Nuclear radiation bombards us every day of our lives. Some comes from natural sources and some comes from human activity.
Natural sources include cosmic radiation from space, unstable atomic nuclei produced by interactions of cosmic radiation with atoms in the atmosphere and radioactive decay of natural nuclides in Earth’s crust.
Artificial radiation comes from medical procedures, commercial products, fallout from nuclear tests and radiation accidentally leaked into the environment.
Beliefs about the dangers of low-level radiation span a broad continuum. At one end are those who believe there is an international conspiracy to hide its dangers from the public. At the other end are those who say it is an essential soup that is necessary for life and may help to limit cancer deaths.
There are two kinds of health effects from exposure to radiation. Direct, deterministic effects such as hair loss, skin burns, nausea or death occur soon after large direct doses. Stochastic effects are long-term effects, such as cancer.
An internal dose comes from ingesting or inhaling radioactive material. Internal exposure continues until the radioactive material is flushed from the body by natural processes or decays radioactively.
The external exposure stops when the person leaves the area of the source, and neither external nor internal doses can create additional radioactive substances.
Direct radiation is never a significant impact to public health. Normal radioisotope concentrations are millions of times too small for a direct dosage from the soil and water.
Stochastic effects, on the other hand, come from dispersal of radioisotopes into the environment and the subsequent ingestion or inhalation of those isotopes, which might spend a significant residence time in the body and cause various health effects.
From that perspective radioactive material essentially behaves the same as any other toxin. Once inside the body, it causes various forms of chemical damage in proportion to the amount ingested. Yet we visualize germs and chemicals as "soft" while radiation is "hard." There need be no great mystique about radiation. It is no worse than any other kind of poison.
Concerns about radiation from Fukushima are real but overstated and sensationalized.
Populations exposed to radiation doses above 100 millisieverts have a higher risk of contracting cancers of all kinds, according to the World Health Organization. The average annual dose from natural background radiation is about 2.4 millisieverts globally, with a range of 1-10 millisieverts.
Although one small area close to the power plant may have received more than 100 millisieverts, in the rest of Fukushima prefecture, WHO estimated the dose to be within the range of 1-10 millisieverts, while effective doses in most of Japan were put at just 0.1-1 millisievert.
In the rest of the world — including neighboring Indonesia, the Philippines, South Korea, far eastern parts of Russia and Southeast Asia — doses were 0.01 millisievert or less, about as much as half a chest X-ray.
A report from WHO in July will assess the prospect for long-term increases in cancer cases.
Radiation disasters are horrible, but so are oil spills and the other deleterious effects of petroleum, including the hazardous and toxic industrial chemicals made from it.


Directions:
Pull from the data below each line where the word "Prefer" occurs, and copy it.

+++

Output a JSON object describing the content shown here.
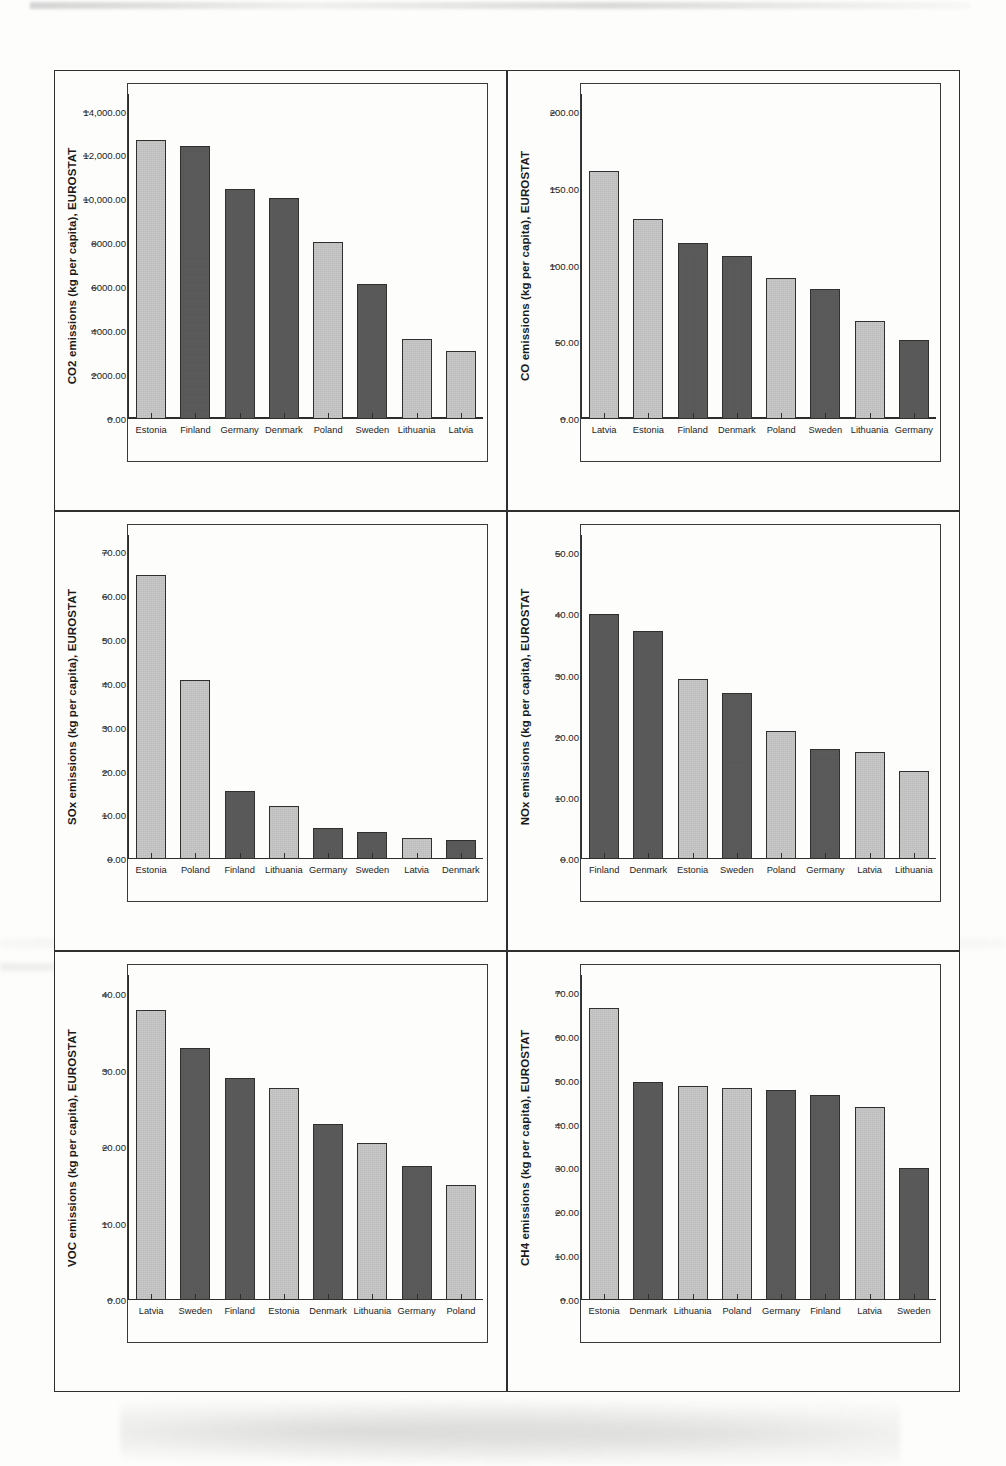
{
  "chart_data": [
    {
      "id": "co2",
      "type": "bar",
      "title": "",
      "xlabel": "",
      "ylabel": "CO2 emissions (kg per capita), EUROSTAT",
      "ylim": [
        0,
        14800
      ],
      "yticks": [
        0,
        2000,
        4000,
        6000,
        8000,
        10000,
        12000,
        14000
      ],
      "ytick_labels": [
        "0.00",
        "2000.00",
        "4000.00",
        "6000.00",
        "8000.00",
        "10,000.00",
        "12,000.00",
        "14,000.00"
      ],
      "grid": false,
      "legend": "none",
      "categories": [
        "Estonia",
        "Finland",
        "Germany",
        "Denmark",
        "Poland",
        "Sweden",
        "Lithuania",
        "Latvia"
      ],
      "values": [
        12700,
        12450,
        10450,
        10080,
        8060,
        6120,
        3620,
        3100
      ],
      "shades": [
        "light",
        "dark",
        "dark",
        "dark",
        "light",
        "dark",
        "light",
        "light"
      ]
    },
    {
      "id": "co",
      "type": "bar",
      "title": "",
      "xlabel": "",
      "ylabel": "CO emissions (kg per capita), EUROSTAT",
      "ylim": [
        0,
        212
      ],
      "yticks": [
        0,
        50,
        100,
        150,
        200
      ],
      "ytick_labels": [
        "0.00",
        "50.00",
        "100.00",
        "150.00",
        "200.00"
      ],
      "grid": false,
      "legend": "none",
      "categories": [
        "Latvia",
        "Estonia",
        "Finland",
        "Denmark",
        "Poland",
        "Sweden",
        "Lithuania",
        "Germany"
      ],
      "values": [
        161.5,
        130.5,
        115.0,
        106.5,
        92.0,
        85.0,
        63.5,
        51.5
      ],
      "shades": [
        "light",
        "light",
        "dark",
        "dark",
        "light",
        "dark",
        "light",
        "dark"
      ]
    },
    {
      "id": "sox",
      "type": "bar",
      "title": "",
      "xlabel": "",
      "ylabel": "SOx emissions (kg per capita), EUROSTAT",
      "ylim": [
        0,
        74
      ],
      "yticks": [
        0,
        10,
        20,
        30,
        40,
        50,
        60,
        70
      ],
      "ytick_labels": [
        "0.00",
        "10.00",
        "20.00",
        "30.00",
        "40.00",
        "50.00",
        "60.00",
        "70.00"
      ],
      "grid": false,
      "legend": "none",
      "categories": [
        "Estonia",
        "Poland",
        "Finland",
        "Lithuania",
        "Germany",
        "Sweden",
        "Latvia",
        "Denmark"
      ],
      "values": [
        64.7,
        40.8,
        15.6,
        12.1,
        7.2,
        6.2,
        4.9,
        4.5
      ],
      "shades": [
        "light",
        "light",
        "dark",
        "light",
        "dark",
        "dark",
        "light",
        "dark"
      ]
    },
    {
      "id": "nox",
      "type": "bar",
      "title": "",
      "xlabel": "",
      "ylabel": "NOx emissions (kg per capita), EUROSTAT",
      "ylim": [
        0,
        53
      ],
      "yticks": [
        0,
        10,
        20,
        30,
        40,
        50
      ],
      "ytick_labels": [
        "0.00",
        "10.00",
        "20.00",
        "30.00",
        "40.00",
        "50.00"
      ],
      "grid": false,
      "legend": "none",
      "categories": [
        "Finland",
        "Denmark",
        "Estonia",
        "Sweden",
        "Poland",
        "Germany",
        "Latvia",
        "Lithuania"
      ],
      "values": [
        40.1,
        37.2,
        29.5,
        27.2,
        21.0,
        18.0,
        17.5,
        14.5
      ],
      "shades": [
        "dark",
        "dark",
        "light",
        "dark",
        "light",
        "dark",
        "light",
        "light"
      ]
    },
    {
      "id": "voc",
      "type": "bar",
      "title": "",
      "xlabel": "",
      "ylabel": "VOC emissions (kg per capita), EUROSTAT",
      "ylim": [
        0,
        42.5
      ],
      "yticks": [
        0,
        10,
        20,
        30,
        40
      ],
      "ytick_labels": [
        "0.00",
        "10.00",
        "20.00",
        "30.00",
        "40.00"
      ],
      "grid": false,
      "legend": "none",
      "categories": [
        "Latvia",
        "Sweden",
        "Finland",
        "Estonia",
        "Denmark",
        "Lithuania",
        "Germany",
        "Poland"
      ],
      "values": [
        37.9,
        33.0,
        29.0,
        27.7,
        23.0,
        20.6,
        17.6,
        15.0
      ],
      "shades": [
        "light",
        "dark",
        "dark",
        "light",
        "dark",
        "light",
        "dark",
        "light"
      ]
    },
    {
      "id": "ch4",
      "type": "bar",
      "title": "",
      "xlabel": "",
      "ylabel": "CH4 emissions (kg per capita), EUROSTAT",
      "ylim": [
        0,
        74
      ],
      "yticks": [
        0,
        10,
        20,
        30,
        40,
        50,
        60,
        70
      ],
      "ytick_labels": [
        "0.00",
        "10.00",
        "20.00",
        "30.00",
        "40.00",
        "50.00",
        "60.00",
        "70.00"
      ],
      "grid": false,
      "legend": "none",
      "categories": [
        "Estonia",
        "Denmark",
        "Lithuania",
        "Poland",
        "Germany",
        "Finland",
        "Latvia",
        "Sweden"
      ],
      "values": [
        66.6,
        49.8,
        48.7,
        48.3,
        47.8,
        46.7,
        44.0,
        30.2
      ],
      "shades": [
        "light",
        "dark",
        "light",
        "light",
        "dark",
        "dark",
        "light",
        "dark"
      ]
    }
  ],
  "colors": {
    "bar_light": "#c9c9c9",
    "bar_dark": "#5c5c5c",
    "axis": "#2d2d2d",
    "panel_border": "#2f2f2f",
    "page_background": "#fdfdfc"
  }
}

+++

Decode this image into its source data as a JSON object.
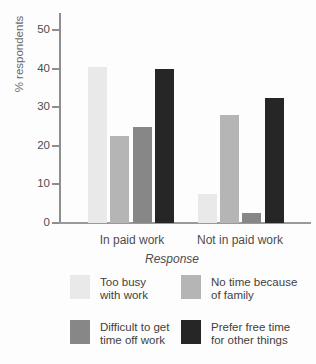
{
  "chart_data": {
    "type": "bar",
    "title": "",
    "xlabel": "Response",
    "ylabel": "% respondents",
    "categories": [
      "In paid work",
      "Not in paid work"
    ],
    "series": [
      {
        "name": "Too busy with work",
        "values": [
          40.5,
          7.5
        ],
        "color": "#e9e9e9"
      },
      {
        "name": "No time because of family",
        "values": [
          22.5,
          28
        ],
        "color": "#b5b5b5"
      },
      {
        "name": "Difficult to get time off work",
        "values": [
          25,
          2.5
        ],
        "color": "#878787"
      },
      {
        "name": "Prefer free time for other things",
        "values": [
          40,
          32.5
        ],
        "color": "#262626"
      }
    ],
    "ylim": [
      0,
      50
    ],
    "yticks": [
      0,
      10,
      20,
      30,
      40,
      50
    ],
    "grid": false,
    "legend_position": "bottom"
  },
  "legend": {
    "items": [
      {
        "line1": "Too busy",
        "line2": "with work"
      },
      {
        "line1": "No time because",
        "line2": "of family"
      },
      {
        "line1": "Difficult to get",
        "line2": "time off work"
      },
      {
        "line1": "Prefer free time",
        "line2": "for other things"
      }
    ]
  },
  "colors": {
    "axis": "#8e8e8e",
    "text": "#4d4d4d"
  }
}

+++

Exercise output:
        "name": "Prefer free time for other things",
        "line1": "Prefer free time",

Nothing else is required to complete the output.